The court also decided to adopt the 1868 English test of R vs Hicklin for determining obscenity (which, incidentally, had been discarded in its own country of birth just a few years before India’s decision).
According to the Hicklin test, material is obscene if its tendency is to deprave and corrupt those whose minds are open to such immoral influences, and into whose hands it is likely to fall.
You can see that there are two important aspects to this test: something obscene has to have a tendency to “deprave and corrupt”, while it also requires weak minds that are open to immoral influences.
So basically, they were judging what’s obscene by asking the most sensitive and easily-offended person whether something is obscene? That sounds really subjective. Is that still the test?
No.
After Ranjit Udeshi, the court went on a steady process of gradually undermining the Hicklin test.
In later cases, it took on record the advice of experts in determining whether the literary merits of a work would save it from the proverbial censor’s furnace.
It replaced the weak and vulnerable minds test with that of the average, reasonable and strong-minded person.
And it insisted, time and again, that the work must be viewed at “as a whole”.
That seems to be even more confusing—how do you decide what is average strong-mindedness?
That would be up to the court in each case—they do have some experience in such matters.

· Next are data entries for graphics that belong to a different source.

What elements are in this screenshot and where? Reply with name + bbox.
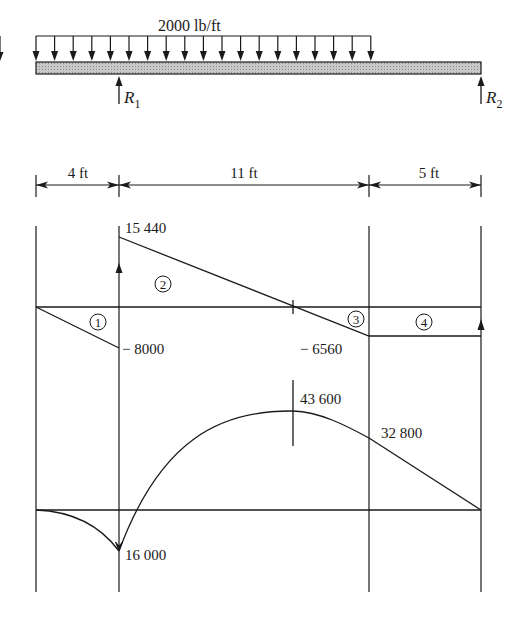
moment-curve-region-2-fall	[293, 411, 369, 438]
moment-value-43600: 43 600	[300, 391, 341, 407]
dim-label-11ft: 11 ft	[230, 165, 258, 181]
beam-diagram: 2000 lb/ft R1 R2 4 ft 11 ft 5 ft	[0, 0, 522, 631]
moment-curve-region-1	[36, 510, 119, 551]
section-lines	[36, 226, 481, 592]
region-marker-2: 2	[155, 276, 171, 292]
svg-text:2: 2	[160, 277, 167, 292]
shear-value-15440: 15 440	[125, 220, 166, 236]
svg-text:3: 3	[353, 312, 360, 327]
moment-value-32800: 32 800	[381, 425, 422, 441]
region-marker-3: 3	[348, 311, 364, 327]
region-marker-4: 4	[416, 314, 432, 330]
load-arrow-set	[33, 36, 375, 61]
load-label: 2000 lb/ft	[158, 17, 221, 34]
region-marker-1: 1	[90, 314, 106, 330]
reaction-r2-label: R2	[485, 88, 502, 111]
shear-diagram	[36, 237, 481, 348]
dimension-line	[36, 175, 481, 197]
moment-value-16000: 16 000	[125, 547, 166, 563]
beam	[36, 62, 481, 74]
svg-text:4: 4	[421, 315, 428, 330]
shear-value-neg8000: − 8000	[122, 341, 164, 357]
reaction-r2-arrow	[478, 76, 485, 104]
shear-jump-arrow-r2	[478, 319, 485, 330]
load-arrows	[0, 36, 4, 61]
moment-diagram	[36, 380, 481, 551]
moment-line-region-4	[369, 438, 481, 510]
svg-text:1: 1	[95, 315, 102, 330]
shear-region-1-line	[36, 307, 119, 348]
dim-label-5ft: 5 ft	[419, 165, 440, 181]
moment-curve-region-2-rise	[119, 411, 293, 551]
dim-label-4ft: 4 ft	[68, 165, 89, 181]
shear-value-neg6560: − 6560	[300, 341, 342, 357]
shear-jump-arrow-r1	[116, 263, 123, 273]
reaction-r1-label: R1	[123, 88, 140, 111]
reaction-r1-arrow	[116, 76, 123, 104]
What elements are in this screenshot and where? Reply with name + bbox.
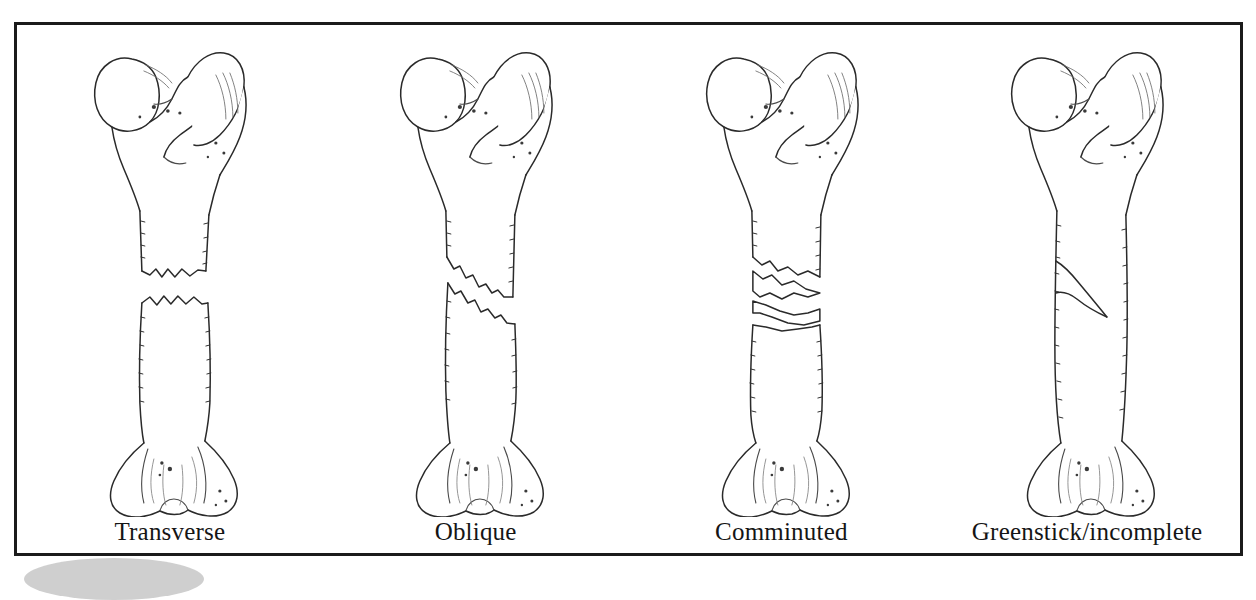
bone-fragment-wedge-lower (752, 301, 819, 325)
femur-shaft-lower-fragment (749, 325, 822, 443)
bone-fragment-wedge-upper (752, 271, 819, 299)
femur-shaft-upper-fragment (446, 211, 515, 297)
bone-row: Transverse (17, 25, 1240, 553)
femur-proximal-end (1012, 53, 1163, 215)
fracture-label-transverse: Transverse (17, 517, 323, 547)
greenstick-crack (1056, 261, 1107, 317)
bone-illustration-oblique (323, 25, 629, 517)
femur-shaft-upper-fragment (751, 211, 820, 277)
femur-proximal-end (400, 53, 551, 215)
bone-illustration-comminuted (629, 25, 935, 517)
fracture-panel-greenstick: Greenstick/incomplete (934, 25, 1240, 553)
femur-proximal-end (95, 53, 246, 215)
fracture-panel-comminuted: Comminuted (629, 25, 935, 553)
femur-shaft-lower-fragment (139, 296, 211, 443)
fracture-label-comminuted: Comminuted (629, 517, 935, 547)
bone-illustration-greenstick (934, 25, 1240, 517)
figure-frame: Transverse (14, 22, 1243, 556)
fracture-label-oblique: Oblique (323, 517, 629, 547)
bone-illustration-transverse (17, 25, 323, 517)
femur-shaft-lower-fragment (445, 283, 517, 443)
page-drop-shadow (24, 558, 204, 600)
femur-shaft-upper-fragment (140, 211, 209, 277)
femur-distal-end (722, 441, 849, 517)
fracture-label-greenstick: Greenstick/incomplete (934, 517, 1240, 547)
fracture-panel-transverse: Transverse (17, 25, 323, 553)
femur-distal-end (416, 441, 543, 517)
fracture-panel-oblique: Oblique (323, 25, 629, 553)
femur-shaft-intact (1055, 211, 1128, 443)
femur-distal-end (1028, 441, 1155, 517)
femur-distal-end (111, 441, 238, 517)
femur-proximal-end (706, 53, 857, 215)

Ok, let’s go back to Manto. For instance, is depicting a pair of breasts “obscene”?
Good question.
And in fact, the Supreme Court was faced with this kind of a hypothetical in its most recent judgment on obscenity in a case decided in 2014.
In that case, the question was whether a photograph of Boris Becker and his fiancée, in the nude, was obscene.
The court held that it was not, making much of the fact that Becker’s arm was covering his fiancée’s breasts.
More to the point, however, the Court (finally!) discarded the 1868 Hicklin test, in favour of the 1957 American test in Roth vs United States. (1868 to 1957. Progress! Well, of a sort.)
Under Roth, obscene material must “appeal to the prurient interest”. This means that it must be such as to arouse sexual desire in the viewer—or, in the court’s own words, “excite sexual passion”.
The court never really explains what is so terrible about arousing sexual passion, but that is the law.
However, we can now understand what the Bombay high court was getting at on Tuesday.
The AIB roast might have been “vulgar” in the sense of being offensive and in bad taste, but it was not “obscene” in the sense of being lascivious, or appealing to the prurient interest.
So sex is ok, sexy sex is not?
Maybe. And even sexy is okay if the judge thinks it’s art.
That said, “prurient interest” remains a manipulable and subjective phrase, and we will probably have judges ruling on the aesthetic merits of novels and TV shows for a long time to come.
But for now, it seems as though at least obscenity law will be on the side of AIB.